FILM STUDY: A LOOK AT NEW OSU DEFENSIVE COORDINATOR GREG SCHIANO'S SCHEMATIC HERITAGE
Once upon a time, before he took the head coaching duties in Tampa Bay, and in Piscataway, New Jersey before that, new Ohio State co-defensive coordinator Greg Schiano was one of America's hottest young assistant coaching prospects.
While many of his contemporaries were getting head coaching jobs at both the college and professional levels thanks to their proximity to Bill Walsh's 'west coast' coaching tree, Schiano's resume was filled with experiences that taught him how to stop those very offenses.
Following an all-conference playing career as a linebacker at Bucknell and one year as a graduate assistant at Rutgers, the Garden State native secured a similar position on Joe Paterno's staff at Penn State. A year later, in 1991, the young coach was offered a permanent job there, tutoring defensive backs for the next five seasons, a tenure that would include their undefeated national championship campaign in 1994.
While the drama around former defensive coordinator Jerry Sandusky has certainly clouded this era of Nittany Lion football, many forget that those teams featured some of the nation's most dominant defenses in the country.
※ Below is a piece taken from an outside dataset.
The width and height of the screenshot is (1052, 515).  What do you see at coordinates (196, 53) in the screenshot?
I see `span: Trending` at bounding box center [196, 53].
While Schiano often credits Paterno in this period for teaching him how to develop and run a program, Sandusky would provide him with a baseline philosophy that would come to define the next decade of his career.
By the early 1990s, many college teams had adopted the 4-3 defense made famous by former Miami Hurricanes head coach Jimmy Johnson, given its ability to combat the option. Given Penn State's consistently difficult schedule as an independent, which often meant facing a version of the triple-option with regularity, Sandusky was forced to bring this concept in Happy Valley.
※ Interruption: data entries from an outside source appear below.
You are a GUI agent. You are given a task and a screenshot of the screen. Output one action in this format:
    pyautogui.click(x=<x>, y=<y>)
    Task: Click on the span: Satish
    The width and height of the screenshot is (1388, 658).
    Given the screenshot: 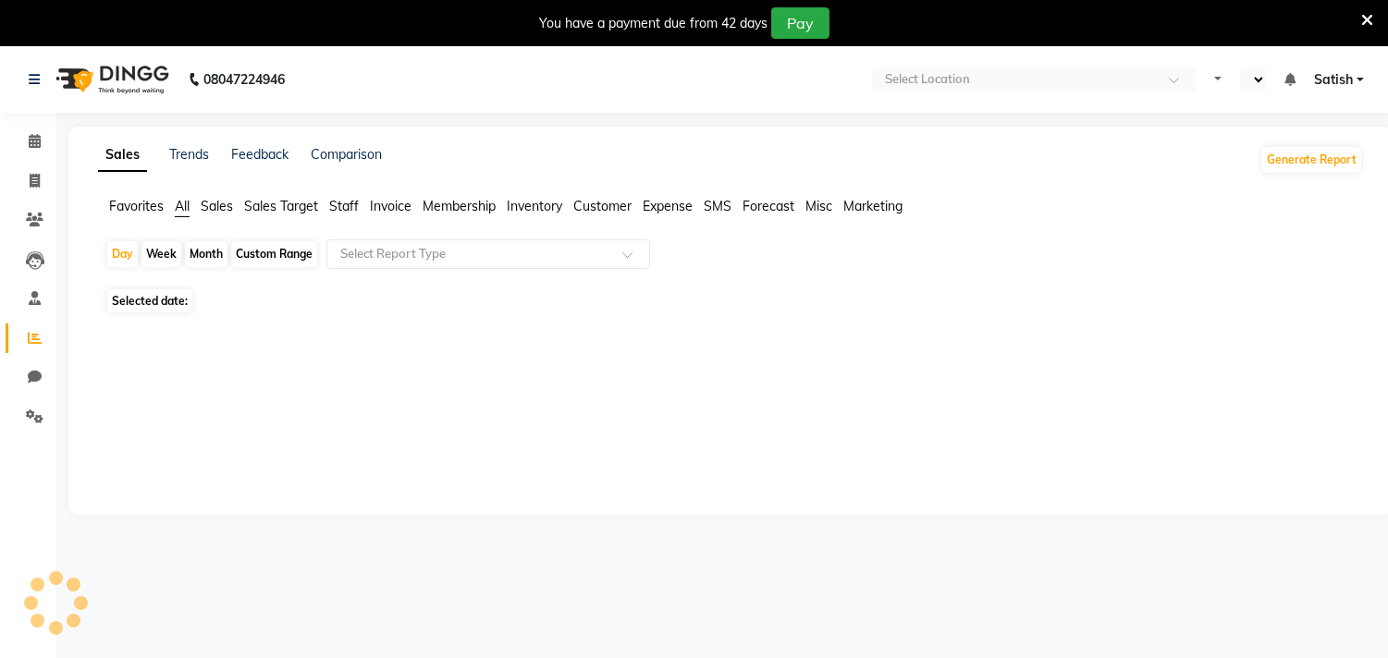 What is the action you would take?
    pyautogui.click(x=1333, y=80)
When Schiano arrived in 1990, Sandusky had already built
an entire philosophy around the 4-3, one that didn't change much for the following two-and-a half decades in State College. The Nittany Lions would attack every single gap through which an offense might attack, making each member of the defensive front seven (or eight including the strong safety) responsible for filling the space between blockers, looking to create a wall on running plays.